When.com Web Search

Search results

  1. Results From The WOW.Com Content Network
  2. FIGlet - Wikipedia

    en.wikipedia.org/wiki/FIGlet

    Being free software, FIGlet is commonly included as part of many Unix-like operating systems (Linux, [5] BSD, etc.) distributions, but it has been ported to other platforms as well. The official FIGlet FTP site includes precompiled ports for the Acorn , Amiga , Apple II , Atari ST , BeOS , Mac , MS-DOS , NeXTSTEP , OS/2 , and Microsoft Windows ...

  3. TheDraw - Wikipedia

    en.wikipedia.org/wiki/TheDraw

    TheDraw is a text editor for MS-DOS to create ANSI and animations as well as ASCII art. The editor is especially useful to create or modify files in ANSI format and text documents, which use the graphical characters of the IBM ASCII code pages, because they are not supported by Microsoft Windows anymore. The first version of the editor was ...

  4. AAlib - Wikipedia

    en.wikipedia.org/wiki/AAlib

    AAlib is a software library which allows applications to automatically convert still and moving images into ASCII art. It was released by Jan Hubicka as part of the BBdemo project in 1997. It was released by Jan Hubicka as part of the BBdemo project in 1997.

  5. ASCII art - Wikipedia

    en.wikipedia.org/wiki/Ascii_art

    ASCII art of a fish. ASCII art is a graphic design technique that uses computers for presentation and consists of pictures pieced together from the 95 printable (from a total of 128) characters defined by the ASCII Standard from 1963 and ASCII compliant character sets with proprietary extended characters (beyond the 128 characters of standard 7-bit ASCII).

  6. Box-drawing characters - Wikipedia

    en.wikipedia.org/wiki/Box-drawing_characters

    Box-drawing characters, also known as line-drawing characters, are a form of semigraphics widely used in text user interfaces to draw various geometric frames and boxes. These characters are characterized by being designed to be connected horizontally and/or vertically with adjacent characters, which requires proper alignment.

  7. ASCII - Wikipedia

    en.wikipedia.org/wiki/ASCII

    A popular further extension designed by Microsoft, Windows-1252 (often mislabeled as ISO-8859-1), added the typographic punctuation marks needed for traditional text printing. ISO-8859-1, Windows-1252, and the original 7-bit ASCII were the most common character encoding methods on the World Wide Web until 2008, when UTF-8 overtook them. [57]

  8. Comparison of text editors - Wikipedia

    en.wikipedia.org/wiki/Comparison_of_text_editors

    To support specified character encoding, the editor must be able to load, save, view and edit text in the specific encoding and not destroy any characters. For UTF-8 and UTF-16, this requires internal 16-bit character support. Partial support is indicated if: 1) the editor can only convert the character encoding to internal (8-bit) format for ...

  9. Windows code page - Wikipedia

    en.wikipedia.org/wiki/Windows_code_page

    There are two groups of system code pages in Windows systems: OEM and Windows-native ("ANSI") code pages. (ANSI is the American National Standards Institute.) Code pages in both of these groups are extended ASCII code pages. Additional code pages are supported by standard Windows conversion routines, but not used as either type of system code page.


TASK PROMPT
Every entry must be given again exactly. Include no pictures.

(TASK MATERIAL begins)

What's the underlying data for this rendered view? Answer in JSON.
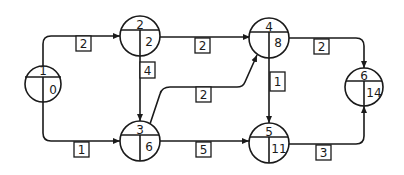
{
  "diagram": {
    "type": "activity-network",
    "nodes": [
      {
        "id": "1",
        "label": "1",
        "value": "0"
      },
      {
        "id": "2",
        "label": "2",
        "value": "2"
      },
      {
        "id": "3",
        "label": "3",
        "value": "6"
      },
      {
        "id": "4",
        "label": "4",
        "value": "8"
      },
      {
        "id": "5",
        "label": "5",
        "value": "11"
      },
      {
        "id": "6",
        "label": "6",
        "value": "14"
      }
    ],
    "edges": [
      {
        "from": "1",
        "to": "2",
        "weight": "2"
      },
      {
        "from": "1",
        "to": "3",
        "weight": "1"
      },
      {
        "from": "2",
        "to": "3",
        "weight": "4"
      },
      {
        "from": "2",
        "to": "4",
        "weight": "2"
      },
      {
        "from": "3",
        "to": "4",
        "weight": "2"
      },
      {
        "from": "3",
        "to": "5",
        "weight": "5"
      },
      {
        "from": "4",
        "to": "5",
        "weight": "1"
      },
      {
        "from": "4",
        "to": "6",
        "weight": "2"
      },
      {
        "from": "5",
        "to": "6",
        "weight": "3"
      }
    ]
  }
}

(TASK MATERIAL ends)

TASK ANSWER
What's the underlying data for this rendered view? Answer in JSON.
{
  "diagram": {
    "type": "activity-network",
    "nodes": [
      {
        "id": "1",
        "label": "1",
        "value": "0"
      },
      {
        "id": "2",
        "label": "2",
        "value": "2"
      },
      {
        "id": "3",
        "label": "3",
        "value": "6"
      },
      {
        "id": "4",
        "label": "4",
        "value": "8"
      },
      {
        "id": "5",
        "label": "5",
        "value": "11"
      },
      {
        "id": "6",
        "label": "6",
        "value": "14"
      }
    ],
    "edges": [
      {
        "from": "1",
        "to": "2",
        "weight": "2"
      },
      {
        "from": "1",
        "to": "3",
        "weight": "1"
      },
      {
        "from": "2",
        "to": "3",
        "weight": "4"
      },
      {
        "from": "2",
        "to": "4",
        "weight": "2"
      },
      {
        "from": "3",
        "to": "4",
        "weight": "2"
      },
      {
        "from": "3",
        "to": "5",
        "weight": "5"
      },
      {
        "from": "4",
        "to": "5",
        "weight": "1"
      },
      {
        "from": "4",
        "to": "6",
        "weight": "2"
      },
      {
        "from": "5",
        "to": "6",
        "weight": "3"
      }
    ]
  }
}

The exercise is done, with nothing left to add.